Ancient and Heritage Grains
Craft brewers have increasingly turned to ancient grain varieties that predate modern agriculture. Spelt, emmer, and einkorn are all ancestors of modern wheat, and each brings a distinct personality to beer.
Spelt has a nutty, slightly spicy flavor that modern barley can’t replicate. Its kernels retain a tough, papery hull even after threshing, and those hulls act as a natural filter bed during lautering, helping prevent the clogs that plague wheat and rye mashes. Spelt runs 12 to 15% protein, which means more haze but also more body. Brewers typically use it at 20 to 30% of the grain bill.

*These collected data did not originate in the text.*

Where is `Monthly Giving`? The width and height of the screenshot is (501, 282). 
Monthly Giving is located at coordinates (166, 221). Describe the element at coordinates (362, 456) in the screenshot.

Emmer tastes deeper and more bread-like, with a faint sourdough tang. Its protein content runs even higher, 13 to 17%, and it carries high levels of beta-glucans, long-chain sugars that can turn a mash viscous and difficult to work with. Einkorn is the most challenging of the three, with 14 to 18% protein, very high beta-glucan levels, and a dense, hard kernel that can strain a grain mill. But it rewards the effort with an earthy sweetness described as wet stone and honey. Mashing einkorn produces a thick, almost oily wort. All three ancient grains need a low-temperature rest early in the mash (around 95 to 110°F for 15 to 20 minutes) to break down those beta-glucans before they cause problems.
Gluten-Free Alternatives
For brewers working without barley or wheat, the options include sorghum, millet, buckwheat, rice, and pseudocereals like amaranth and quinoa. These grains make true gluten-free beer possible, but they come with significant brewing challenges.

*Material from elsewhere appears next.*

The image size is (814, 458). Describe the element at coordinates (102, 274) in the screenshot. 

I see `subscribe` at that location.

The central problem is enzymes. Barley malt produces ample amylase to convert starch into sugar. Most gluten-free grains do not. Buckwheat malt, for example, has much lower amylolytic activity than barley, leading to low extract yields, high wort viscosity, slow filtration, and fermentation problems. In practice, brewing 100% buckwheat beer without adding commercial enzymes is extremely difficult. The resulting beer tends to be opaque and brown, with poor foam stability and a pronounced bitterness driven by high levels of phenolic compounds and flavonoids.
Amaranth faces similar issues: lower carbohydrate content, reduced enzyme capacity, and a higher gelatinization temperature that demands a specialized mashing process. Beers made from 100% amaranth malt have been described as slightly opaque with poor foam and an intensely bitter taste. Sorghum is probably the most commercially successful gluten-free base grain, widely used in dedicated gluten-free breweries, though it typically requires enzyme additions and careful process control. Most gluten-free brewers blend multiple grains and supplement with enzymes to get a balanced, drinkable result.
Why the Grain Bill Matters
Every beer style is defined in large part by its grain bill. A German pilsner built on 100% two-row barley malt tastes crisp and clean. A Belgian witbier with 50% unmalted wheat and a dose of oats has a cloudy, pillowy softness. A craft stout layered with chocolate malt, roasted barley, and flaked oats delivers coffee bitterness wrapped in a creamy body. The grain is doing most of that work before hops, yeast, or water ever enter the equation.
Soluble proteins from the grain influence foam retention, mouthfeel, and color development during the boil. When wort-soluble protein stays below roughly 5.5%, it contributes positively. Above that threshold, you risk excess color, filtration issues, and haze. This is why high-protein grains like six-row barley, wheat, and ancient varieties need to be balanced against lower-protein partners or used in styles where haze and body are welcome.